WASHINGTON-The Clinton administration’s top telecom adviser last week urged the mobile-phone industry and other high-tech sectors to follow the lead of a Colorado firm that has developed a way to alert Internet users of violent weather and other local emergencies.

“The prototype is a wonderful example of an industry group and one of its members rising to the occasion and helping to fulfill its public responsibilities by putting technology to work. We encourage other industries to take a similar proactive approach to using their technologies to help people,” said Gregory Rohde, head of the Commerce Department’s National Telecommunications and Information Administration.

Front Range Internet, based in Fort Collins, Colo., has devised a pop-up screen that appears with local weather warnings from the National Weather Service. As long as a user begins on the Front Range Web site, the emergency alert pop-screen will appear wherever the user surfs.

“We would still like to see the cell-phone industry rise to this challenge,” said Rohde. Rohde said he favors voluntary compliance, rather than legislation, to improve disaster warnings in the United States.

The mobile-phone industry, despite having a cell-broadcast standard in place and touting public-safety benefits of wireless devices, does not make emergency-alert services available to most of the nation’s 104 million subscribers.

Rohde’s remarks and Front Range Internet’s announcement follow last week’s report in RCR Wireless News that a long-awaited White House report advocating wireless and other technologies for disaster warnings is unlikely to be released until after Tuesday’s presidential and congressional elections.

Because the White House has not issued the report three years after its completion by a blue-ribbon panel and because Vice President Gore is surrounded by campaign advisers who double as telecom lobbyists, some have questioned whether the report’s delay is politically motivated.

Gore sat on the National Science and Technology Council that helped oversee the White House report.

A Gore spokesman declined to comment on the RCR story. The Cellular Telecommunications and Internet Association said it has not lobbied the White House on the disaster warnings report.

“Widespread ISP involvement in this initiative could protect property, reduce costs and most importantly, save lives,” said Cronan O’Connell, executive director of the ISP Business Forum. The mobile-phone industry is in the midst of a transitional shift from voice to data as wireless and Internet technologies converge.

In addition to the thousands of people who are killed and injured by violent weather and other disasters each year, the White House Office of Science and Technology Policy estimates that natural disasters between 1992 and 1996 cost the United States about $1 billion a week.

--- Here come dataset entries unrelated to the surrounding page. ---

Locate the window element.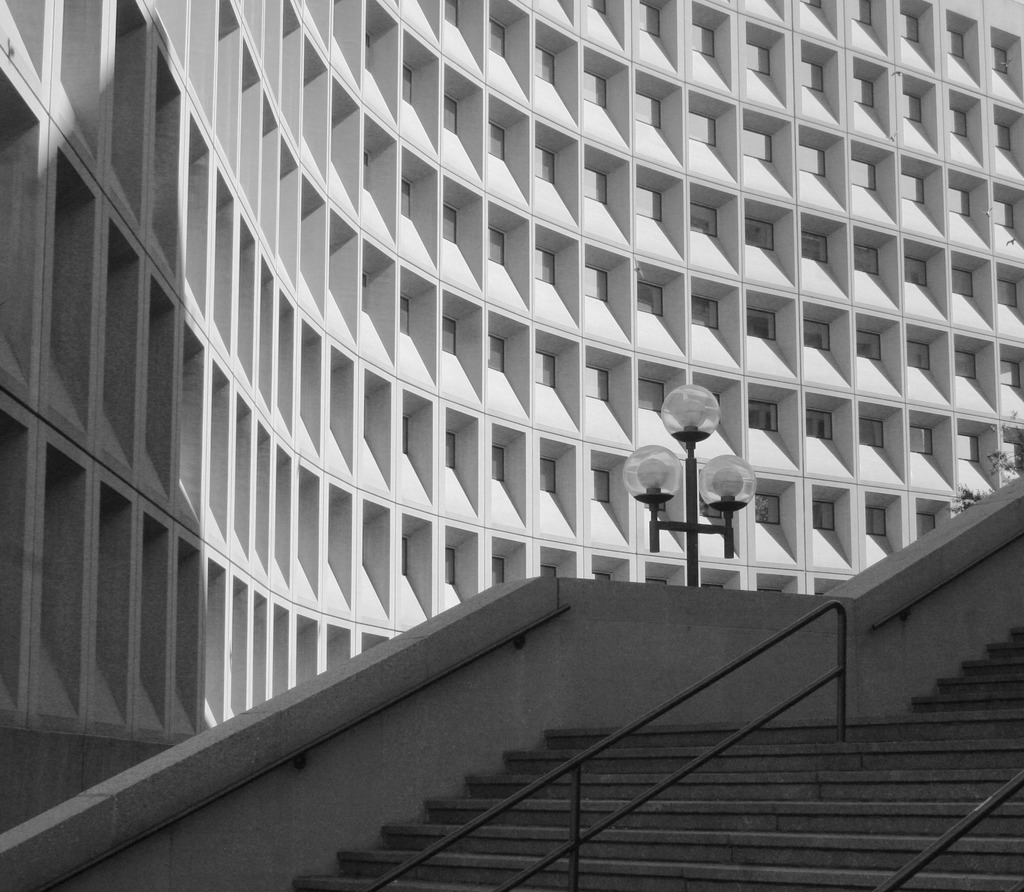
Element bbox: pyautogui.locateOnScreen(991, 40, 1009, 77).
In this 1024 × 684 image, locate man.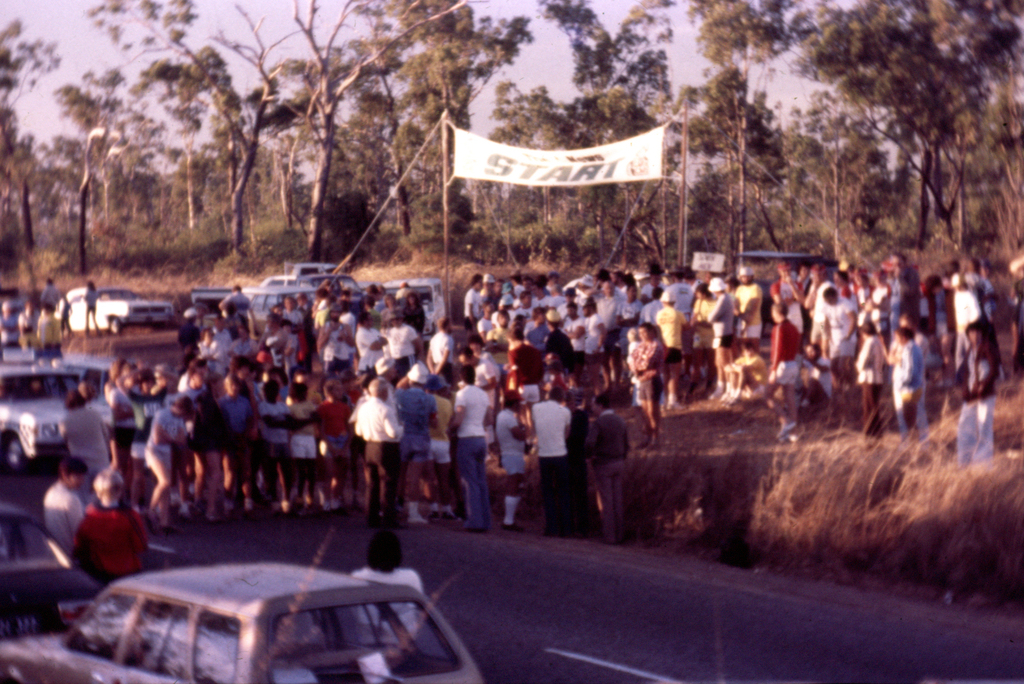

“There are many new technologies that provide the chance not only to reach just the people at risk, but also to personalize the message to their particular situation. … The opportunities are available right now to reduce significantly the loss of life and economic hardship if we simply become better coordinated,” states a copy of the White House report obtained by RCR.

David Solomon, who oversees enforcement of the Emergency Alert Service at the Federal Communications Commission, said the agency is on record as saying wireless technologies could play an important role in next-generation early warning systems.